Reticular synthesis and the design of new materials
Omar M. Yaghi (),
Michael O'Keeffe,
Nathan W. Ockwig,
Hee K. Chae,
Mohamed Eddaoudi and
Jaheon Kim
Additional contact information
Omar M. Yaghi: University of Michigan
Michael O'Keeffe: Arizona State University
Nathan W. Ockwig: University of Michigan
Hee K. Chae: University of Michigan
Mohamed Eddaoudi: University of Michigan
Jaheon Kim: University of Michigan
Nature, 2003, vol. 423, issue 6941, 705-714
Abstract:
Abstract The long-standing challenge of designing and constructing new crystalline solid-state materials from molecular building blocks is just beginning to be addressed with success. A conceptual approach that requires the use of secondary building units to direct the assembly of ordered frameworks epitomizes this process: we call this approach reticular synthesis. This chemistry has yielded materials designed to have predetermined structures, compositions and properties. In particular, highly porous frameworks held together by strong metal–oxygen–carbon bonds and with exceptionally large surface area and capacity for gas storage have been prepared and their pore metrics systematically varied and functionalized.
Date: 2003
References: Add references at CitEc
Citations: View citations in EconPapers (29)
Downloads: (external link)
https://www.nature.com/articles/nature01650 Abstract (text/html)

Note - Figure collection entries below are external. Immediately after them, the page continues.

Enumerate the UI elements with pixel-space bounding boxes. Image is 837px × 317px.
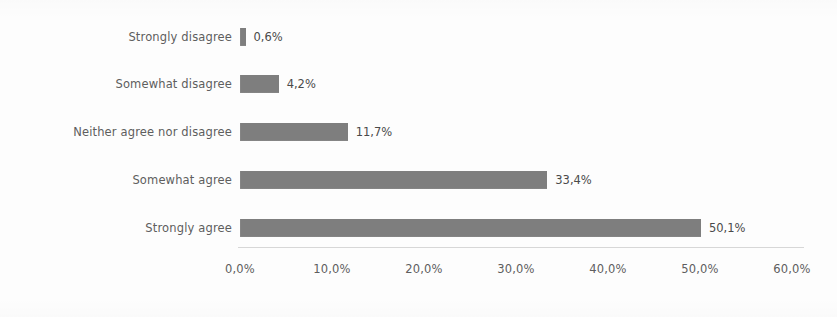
- x-axis-tick-label: 50,0%: [654, 262, 746, 276]
- category-label: Neither agree nor disagree: [0, 112, 232, 152]
- bar: [240, 219, 701, 237]
- bar-value-label: 33,4%: [555, 171, 592, 189]
- bar: [240, 171, 547, 189]
- x-axis-tick-label: 60,0%: [746, 262, 837, 276]
- bar-track: [240, 219, 701, 237]
- category-label: Strongly agree: [0, 208, 232, 248]
- bar-track: [240, 123, 348, 141]
- bar-value-label: 50,1%: [709, 219, 746, 237]
- chart-row: Neither agree nor disagree 11,7%: [0, 112, 837, 152]
- bar: [240, 75, 279, 93]
- bar-track: [240, 75, 279, 93]
- chart-row: Somewhat disagree 4,2%: [0, 64, 837, 104]
- chart-row: Strongly disagree 0,6%: [0, 17, 837, 57]
- bar-chart: Strongly disagree 0,6% Somewhat disagree…: [0, 0, 837, 317]
- x-axis-line: [238, 247, 804, 248]
- bar-track: [240, 28, 246, 46]
- x-axis-tick-label: 0,0%: [194, 262, 286, 276]
- chart-row: Strongly agree 50,1%: [0, 208, 837, 248]
- x-axis-tick-label: 20,0%: [378, 262, 470, 276]
- bar-value-label: 11,7%: [356, 123, 393, 141]
- bar: [240, 28, 246, 46]
- category-label: Somewhat disagree: [0, 64, 232, 104]
- bar: [240, 123, 348, 141]
- bar-track: [240, 171, 547, 189]
- bar-value-label: 4,2%: [287, 75, 316, 93]
- bar-value-label: 0,6%: [254, 28, 283, 46]
- category-label: Somewhat agree: [0, 160, 232, 200]
- x-axis-tick-label: 40,0%: [562, 262, 654, 276]
- x-axis-tick-label: 10,0%: [286, 262, 378, 276]
- x-axis-tick-label: 30,0%: [470, 262, 562, 276]
- category-label: Strongly disagree: [0, 17, 232, 57]
- chart-row: Somewhat agree 33,4%: [0, 160, 837, 200]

Access to the full text of the articles in this series is restricted.
Related works:
This item may be available elsewhere in EconPapers: Search for items with the same title.
Export reference: BibTeX
RIS (EndNote, ProCite, RefMan)
HTML/Text
Persistent link: https://EconPapers.repec.org/RePEc:nat:nature:v:423:y:2003:i:6941:d:10.1038_nature01650
Ordering information: This journal article can be ordered from
https://www.nature.com/
DOI: 10.1038/nature01650
Access Statistics for this article
Nature is currently edited by Magdalena Skipper
More articles in Nature from Nature
Bibliographic data for series maintained by Sonal Shukla () and Springer Nature Abstracting and Indexing ().